Sunday, March 16, 2008

Reviews: Nine Inch Nails, Now! 27


Nine Inch Nails 'Ghosts I-IV': Aidin Vaziri | Nine Inch Nails stunned its fans by dropping its latest album online two weeks ago. Following Radiohead's pay-what-you-want lead, newly free agent Trent Reznor (left) offered the first nine of the 36 songs from "Ghosts I-IV" as free downloads with a PBS telethon-style opportunity to upgrade to the rest of the set for $5, add a CD for $10 or buy a series of packages with all kinds of extra content starting at $70. Unfortunately, the 2,500 copies of the "ultra-deluxe limited edition" box for $300 sold out before we even had a chance to fire up the computer. Just as well, since "Ghosts" is hardly a conventional Nine Inch Nails album in any sense. It's a two-hour, four-part suite made up of 36 instrumental tracks flitting between melancholy piano passages and bursts of white noise with lots of funky interludes in between. What's missing is Reznor's voice, that primal instrument that over the years has so brilliantly brought together the industrial clatter with wounded proclamations such as, "I will make you hurt." Without the black-clad front man working himself into an absolute lather, this sprawling set seems not only unfocused but also unfinished. There's a good album somewhere amid all this ambient landscape, aching for someone to howl all over it. But without the military rule of an actual record label pushing him, Reznor has failed to find it.


'Now! That's What I Call Music 27': Aidin Vaziri | Everyone thinks pop music is busted because record stores are closing, labels are folding and radio plays only 20-year-old songs by Billy Idol and Tears for Fears. But this latest chart sampler proves that things have never been better. The 20 tracks are nothing less than epic - Britney Spears' "Piece of Me," Timbaland and One Republic's "Apologize," Kanye West's "Flashing Lights," Rihanna's "Don't Stop the Music" - even Fergie's "Clumsy." Sorry. All that's missing is Gwen Stefani's stratospheric remix of "Now That You Got It." Even in the glory days of 1998, these compilations were saddled with some filler thrust forward by a third-rate ska band. Here, even the so-called rock tunes, such as Paramore's "Crushcrushcrush" and Boys Like Girls' "Hero/Heroine," are laced with heavy pop sugar. Does anyone have a transformer that can make me a teenage girl again?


The line with "Find the location of a particular element. Image" marks the start; please set it down along with all later lines through the end of the material, exactly, leaving out pictures.

▶

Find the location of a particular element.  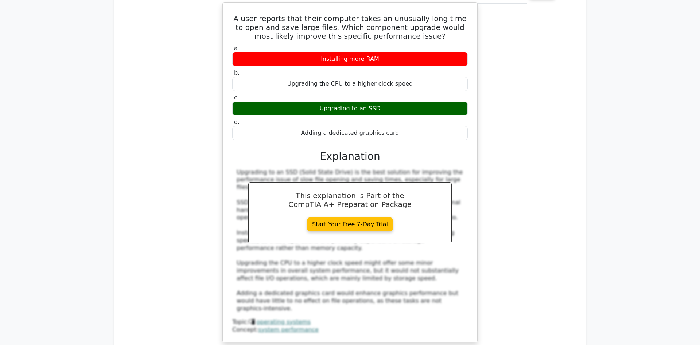

h5: A user reports that their computer takes an unusually long time to open and save large files. Whi... is located at coordinates (350, 27).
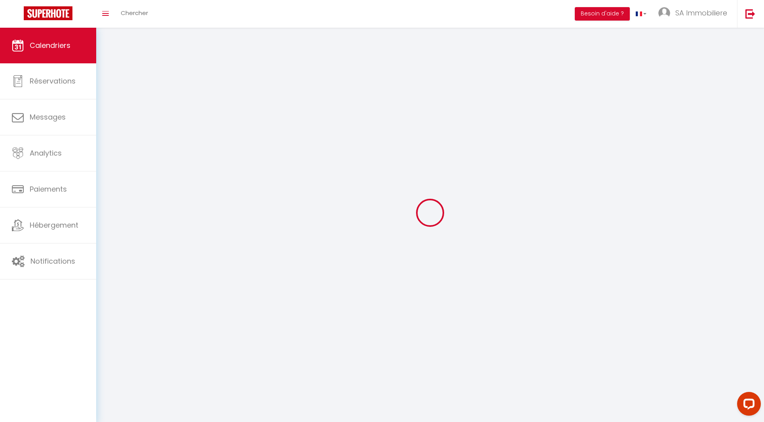  What do you see at coordinates (47, 117) in the screenshot?
I see `span: Messages` at bounding box center [47, 117].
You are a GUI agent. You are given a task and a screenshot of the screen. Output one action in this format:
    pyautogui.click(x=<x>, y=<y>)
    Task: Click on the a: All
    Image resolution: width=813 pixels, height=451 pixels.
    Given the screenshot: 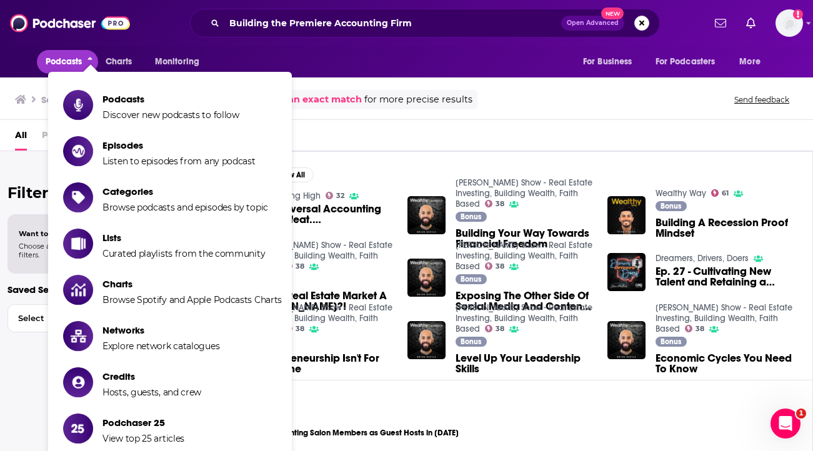 What is the action you would take?
    pyautogui.click(x=21, y=137)
    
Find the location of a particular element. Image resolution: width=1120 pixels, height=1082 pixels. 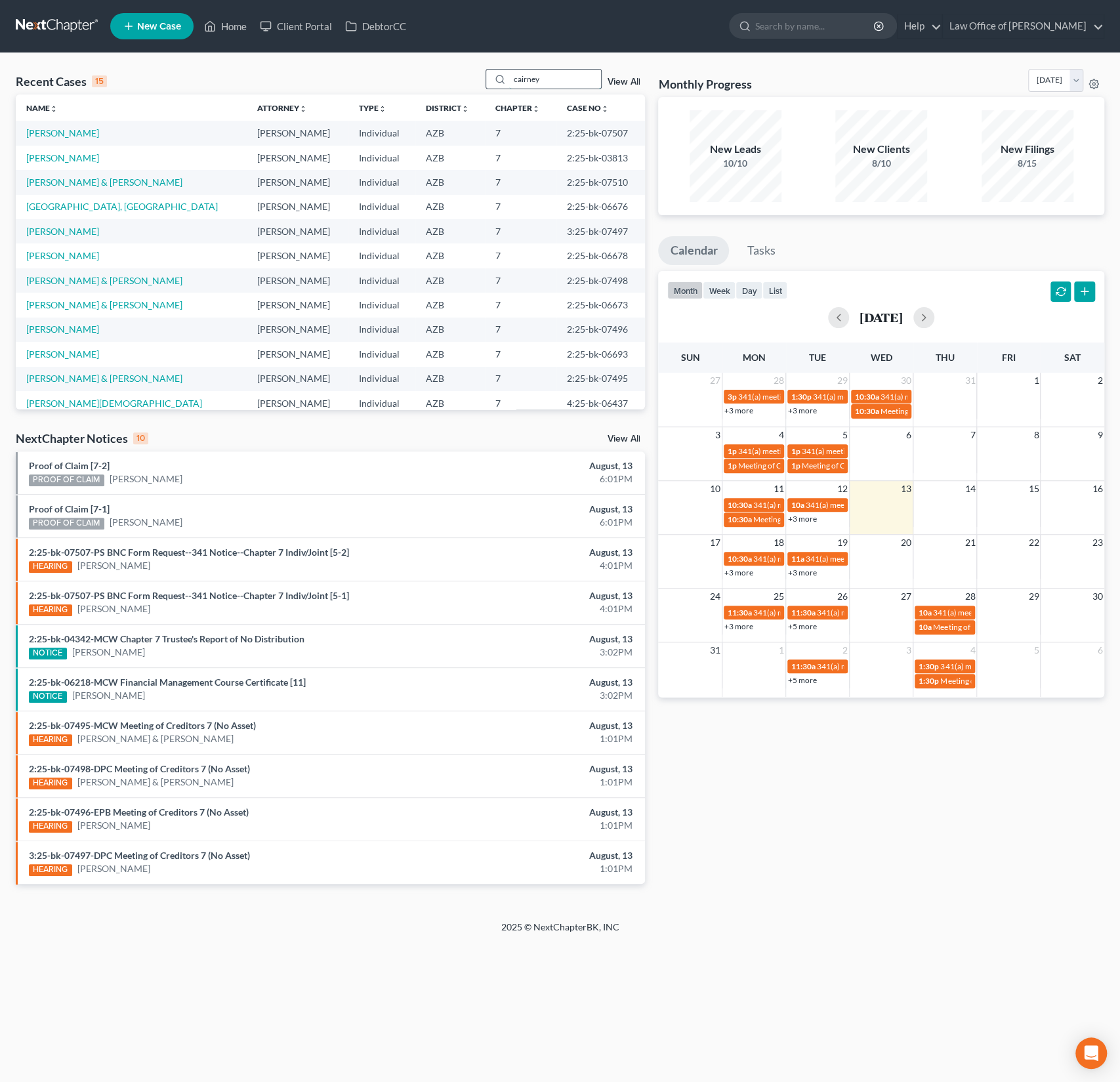

span: 1:30p is located at coordinates (928, 666).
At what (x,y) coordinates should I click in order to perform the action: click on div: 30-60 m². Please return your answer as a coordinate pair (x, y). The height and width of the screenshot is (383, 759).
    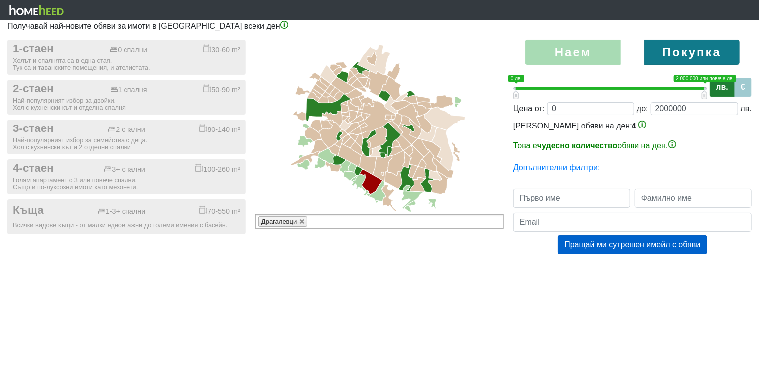
    Looking at the image, I should click on (222, 49).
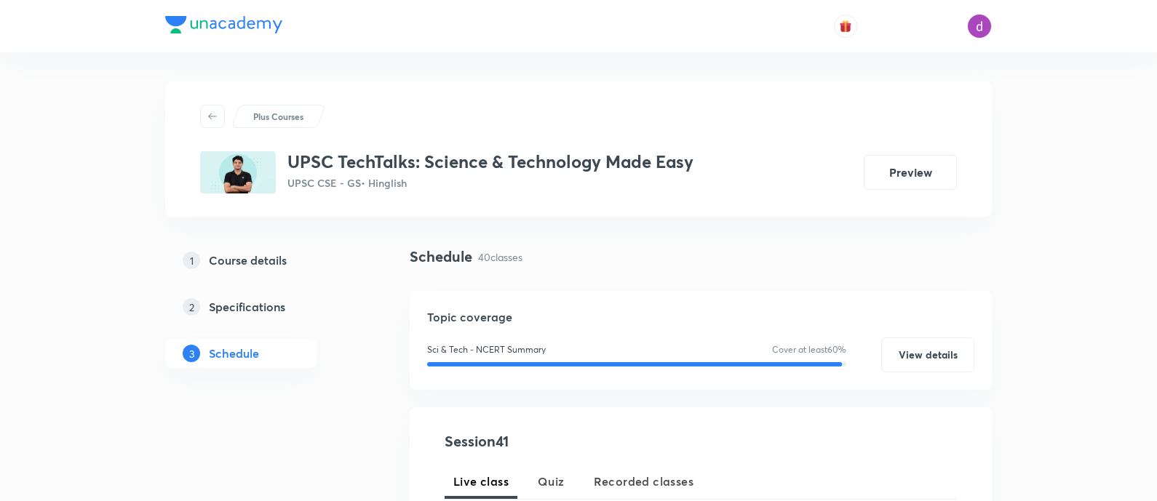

◀

**Answer to this task**
Find the location of a particular element. Image resolution: width=1120 pixels, height=1082 pixels. 

span: 1:30p is located at coordinates (928, 666).
At what (x,y) coordinates should I click in order to perform the action: click on div: 30-60 m². Please return your answer as a coordinate pair (x, y). The height and width of the screenshot is (383, 759).
    Looking at the image, I should click on (222, 49).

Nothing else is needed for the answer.